Mathematics Colloquia and Seminars

Return to Colloquia & Seminar listing

Sensitivity Computations for Optimal Design and Control of Systems Governed by Partial Differential Equations

Probability

Speaker: John A. Burns, Center for Optimal Design and Control, Virginia Tech
Location: 693 Kerr
Start time: Mon, Jan 10 2000, 2:10PM

Many modern aerospace design problems can be viewed as distributed parameter variational and optimal control problems. In 1686, Newton proposed the famous problem of determining the body of revolution that produces a minimum drag nose shape in a hypersonic flow. Modern versions of such design challenges lead to complex shape optimization problems. In this presentation, the speaker will discuss an optimal control approach to design and illustrate how this approach can provide theoretical and computational insight into algorithm development. The goal is to show that introducing approximations at the proper time in algorithm development can lead to optimal design tools that are fast, accurate and often easy to implement by modifying existing simulation tools.

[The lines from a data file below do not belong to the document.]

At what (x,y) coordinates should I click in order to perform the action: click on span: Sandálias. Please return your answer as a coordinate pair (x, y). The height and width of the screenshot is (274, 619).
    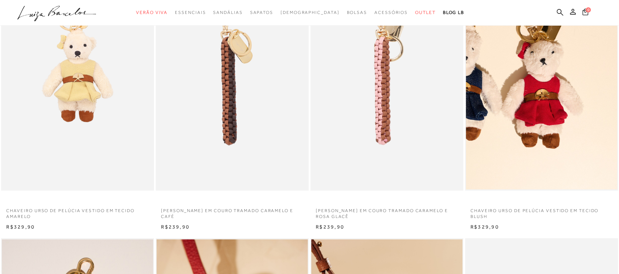
    Looking at the image, I should click on (228, 12).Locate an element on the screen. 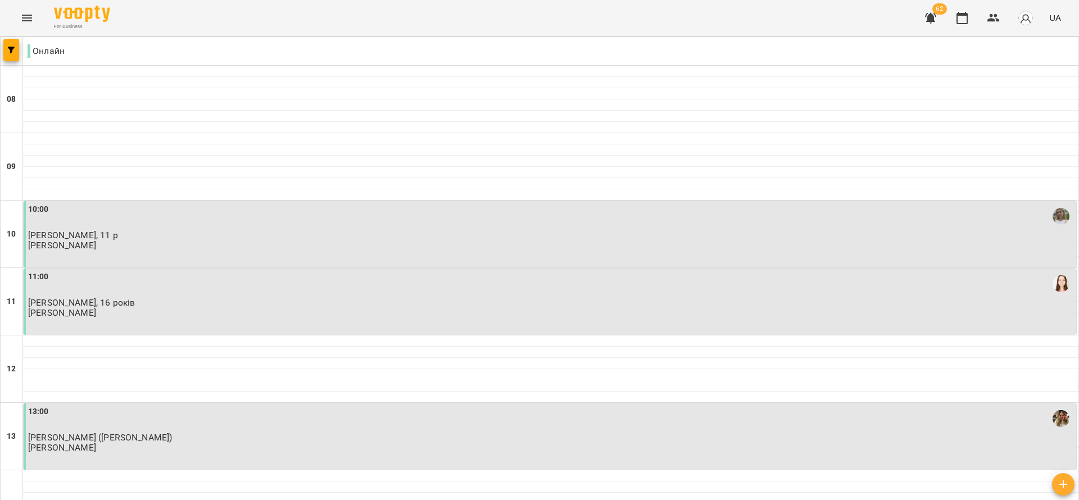  div: Мосійчук Яна Михайлівна is located at coordinates (1061, 216).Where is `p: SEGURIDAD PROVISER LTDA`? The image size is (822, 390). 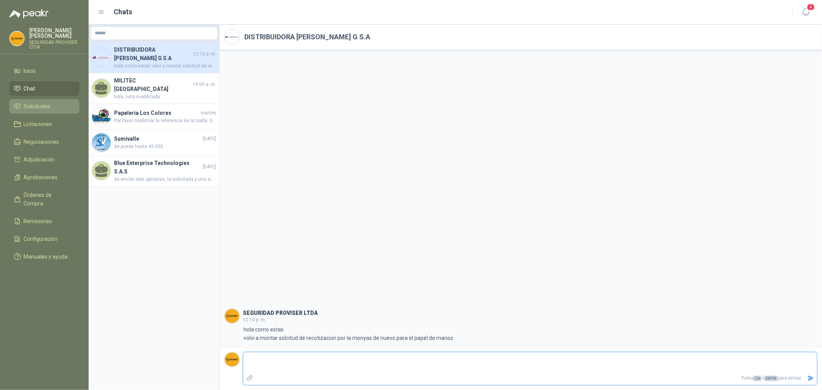 p: SEGURIDAD PROVISER LTDA is located at coordinates (54, 45).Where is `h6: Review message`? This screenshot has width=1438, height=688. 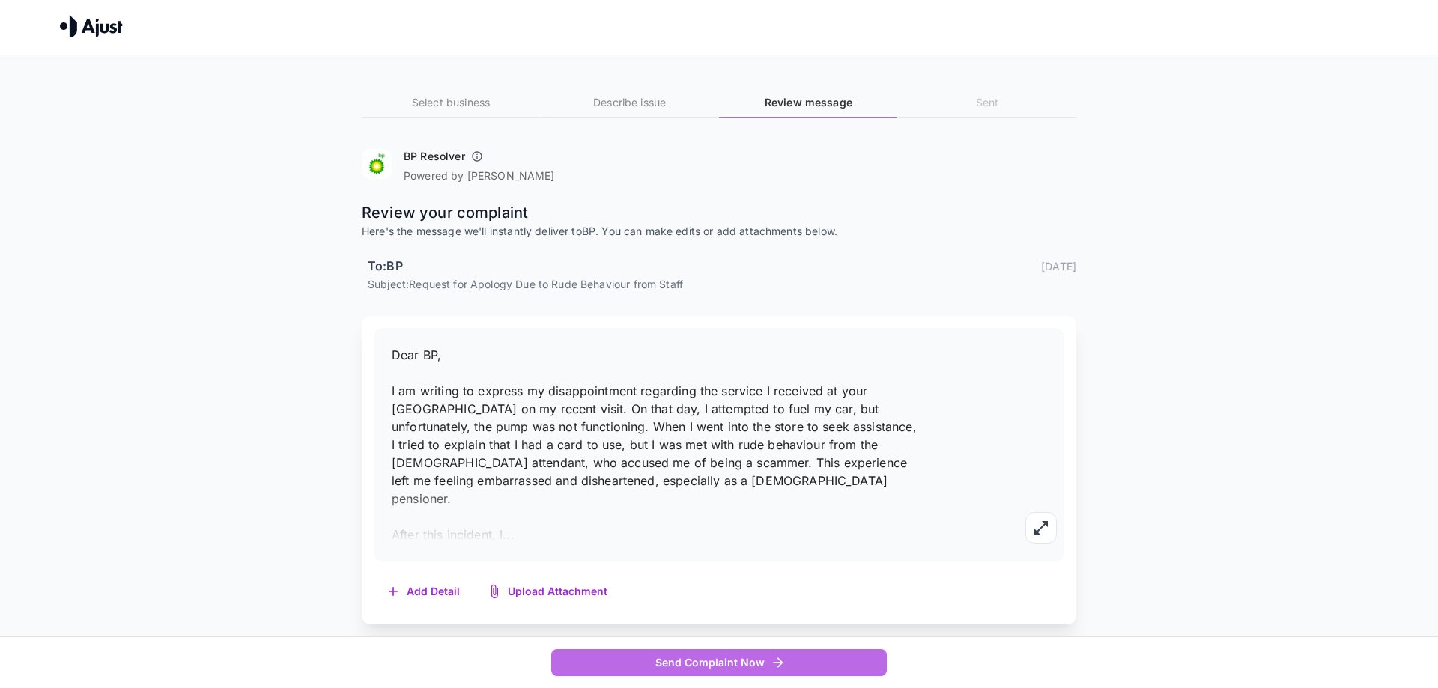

The speaker will use a application involving the control and optimization of thin film growth to motivate the basic problem. A simple nonlinear inverse problem will be used to describe various numerical algorithms based on sensitivity equation methods. These algorithms are then used to demonstrate the central ideas. Finally, he will close with an application to a scramjet design problem and present other examples to illustrate how these methods are already being included in new commercial software products.

This research project is part of the AFOSR PRET Center activities funded under grant F49620-96-1-0329.